The Ed-Tech Collaboratory is working to assemble these components into large-scale, replicable, open-source architectures that state policymakers can actually govern rather than spending money and time debating how to build them.
If you squint hard enough, you can see the whole picture: a world where AI systems are fully leveraged for the power they can bring to learning, and the cognitive context of the children they serve is a public trust, not a product.
The Civil Liberties Question of Our Time
I have spent two decades working in public education. If anything gets drilled into you by doing that work, it is this: We are entrusted with the development of the children of our society. That trust is fragile. It is fraying. And it is worth fighting for.
Today, we entrust schools to help parents develop their children's minds. In a world where your digital cognitive context is as important as the biological one (and where your exocortex powers the agents negotiating on your behalf), why would that responsibility not also fall to schools?

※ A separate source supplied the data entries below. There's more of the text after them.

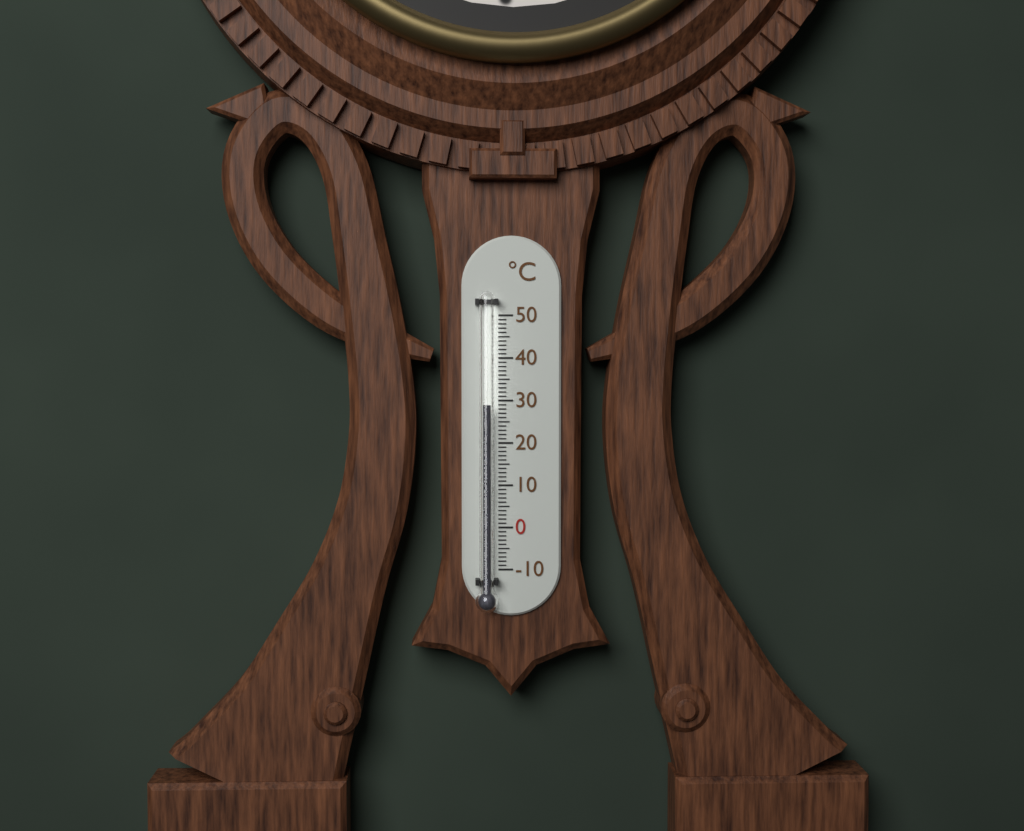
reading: 29 °C
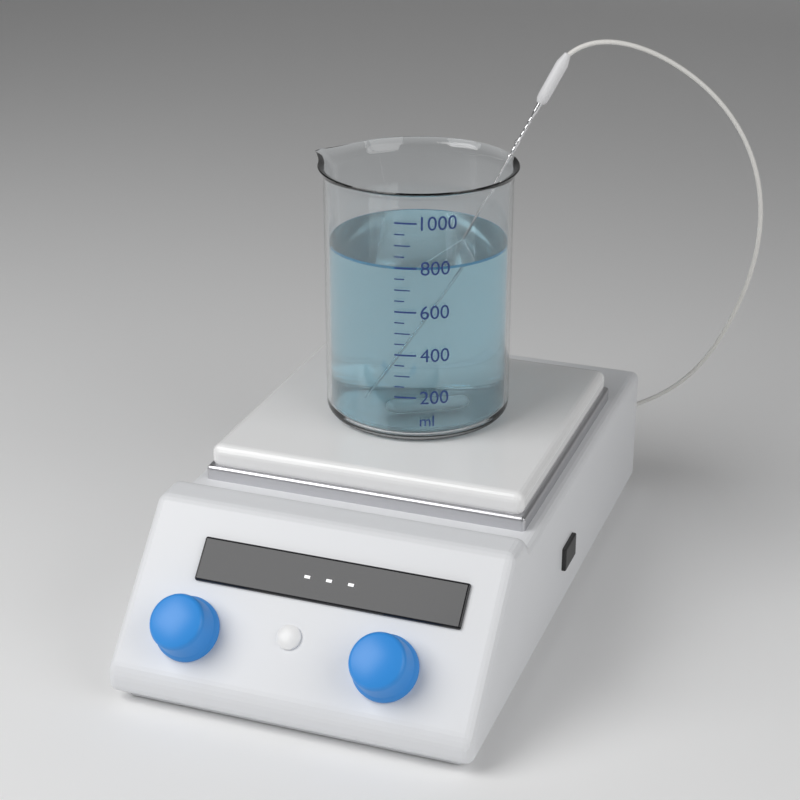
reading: 800 ml
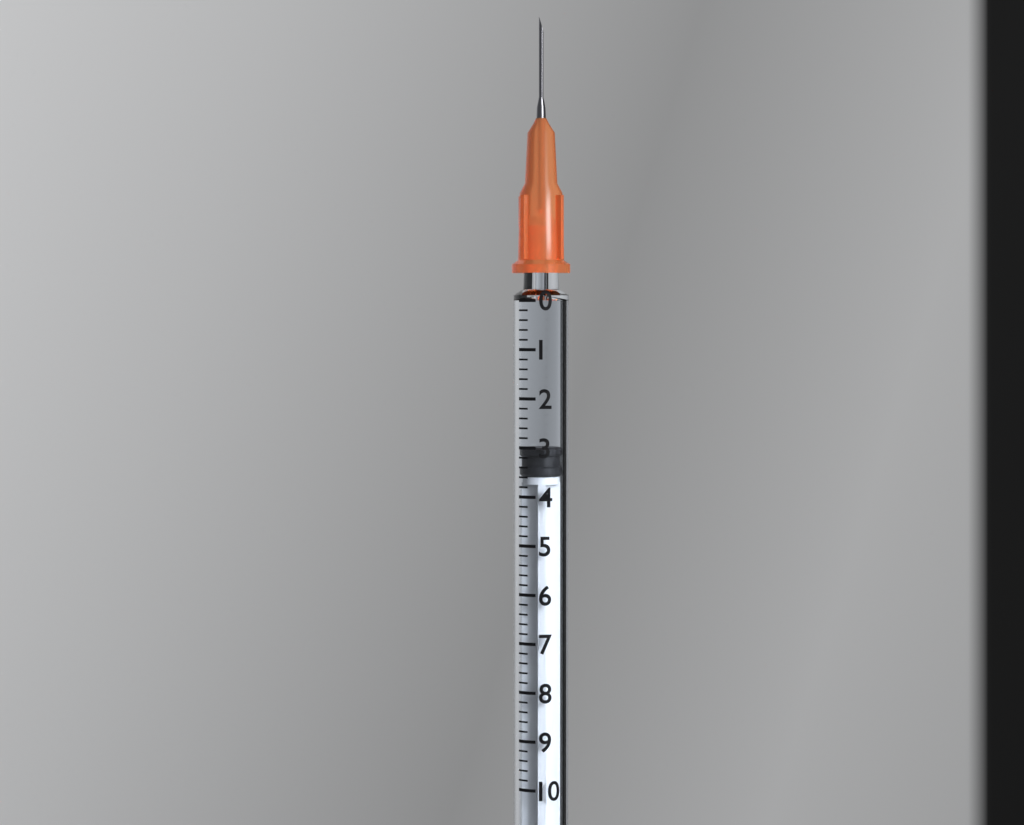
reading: 3.0 (no unit)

If the exocortex is the lever that determines whether individuals can compete with corporations and governments on even footing, then who builds and holds the exocortex of a child is not a technical question. It is a civil liberties question.
It may even be the most important civil liberties question of our time. We need to answer it before every child's cognitive context is siloed into a million commercial platforms with no path out. The question of who owns students’ learning-related memories in an agentic AI world is barely being asked, and the window to answer it before the default is set by commercial architecture is closing faster than most people realize.
The difference between Rachael and a student thriving in an agentic AI world is not the technology. It is who holds the context. One is a product. The other is a person.